Excerpt from NY Times Magazine, "Questions for Douglas Hofstadter", 4/1/07:
Q. Your entry in Wikipedia says that your work has inspired many students to begin careers in computing and artificial intelligence.
A. I have no interest in computers. The entry is filled with inaccuracies, and it kinds of depresses me.
Q. So fix it.
A. The next day someone will fix it back.
http://www.nytimes.com/2007/04/01/magazine/01wwlnQ4.t.html
My thoughts:
It strikes me that there is really a crisis of confidence in people that editing Wikipedia will have any long term effect. I have heard it many, many times from people on the web and in person as well as seen it in print. "Why bother, someone will just change it back later, or erase it?"
I think it is too important to be dismissive about this approach. Even correctly cited things can be removed or butchered, even incorrectly cited things can stay on. I'm not sure that increased calls for citation will solve or even mitigate the problem. Any academic can tell you that citation is hardly a gold standard; it is not what convinces people of the accuracy of any claim. In the end that comes down to trust, and that comes down to authorship, and that comes down to things that Wikipedia doesn't, won't, and maybe can't do right.
At this point, Wikipedia's epistemology privileges the persistant, the dedicated, and those with a lot of free time on their hands. Which is a set of qualities which describes both the best _and_ the worst editors.
I don't have an answer though. Just something to muse on, in the face of some rather derisive high-brow publicity from an immensely popular, immensely intelligent person.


**Task instructions**
With the pictures left out, please return exactly the line holding "The width and" and each following line until the entries end.

**The input**

↓

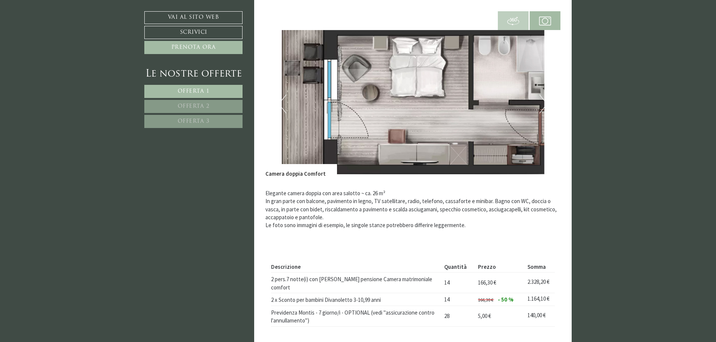  Describe the element at coordinates (484, 315) in the screenshot. I see `span: 5,00 €` at that location.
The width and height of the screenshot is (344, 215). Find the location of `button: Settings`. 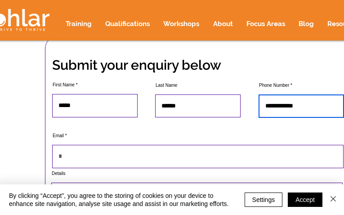

button: Settings is located at coordinates (263, 200).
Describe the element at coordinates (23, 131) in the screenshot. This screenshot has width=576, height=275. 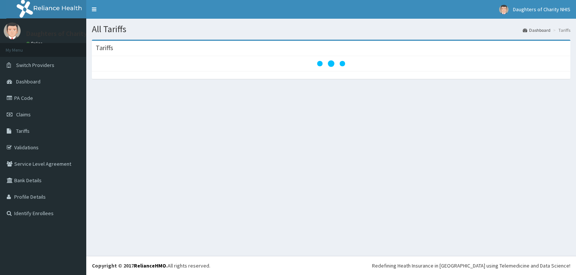
I see `span: Tariffs` at that location.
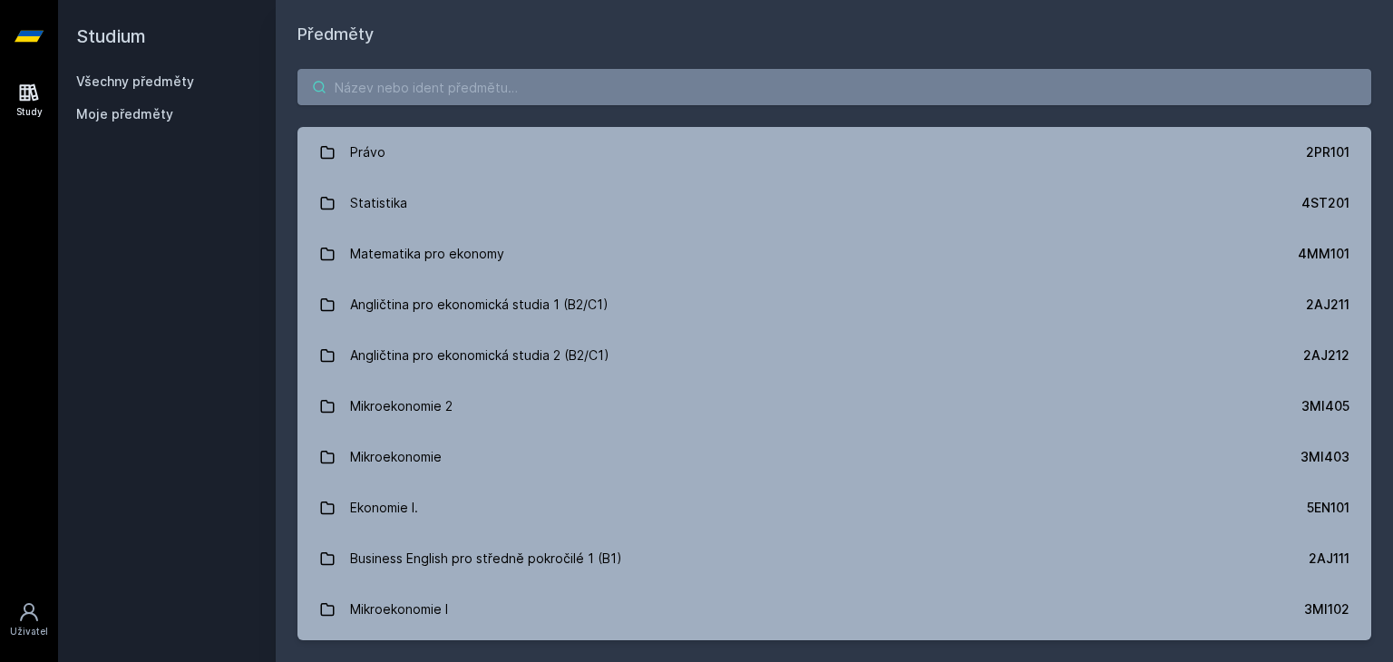 Image resolution: width=1393 pixels, height=662 pixels. Describe the element at coordinates (1323, 254) in the screenshot. I see `div: 4MM101` at that location.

↑

**Expected answer**
The width and height of the screenshot is (344, 215). Find the location of `button: Settings`. 

button: Settings is located at coordinates (263, 200).
Describe the element at coordinates (23, 131) in the screenshot. This screenshot has width=576, height=275. 
I see `span: Tariffs` at that location.
 Image resolution: width=1393 pixels, height=662 pixels. Describe the element at coordinates (1323, 254) in the screenshot. I see `div: 4MM101` at that location.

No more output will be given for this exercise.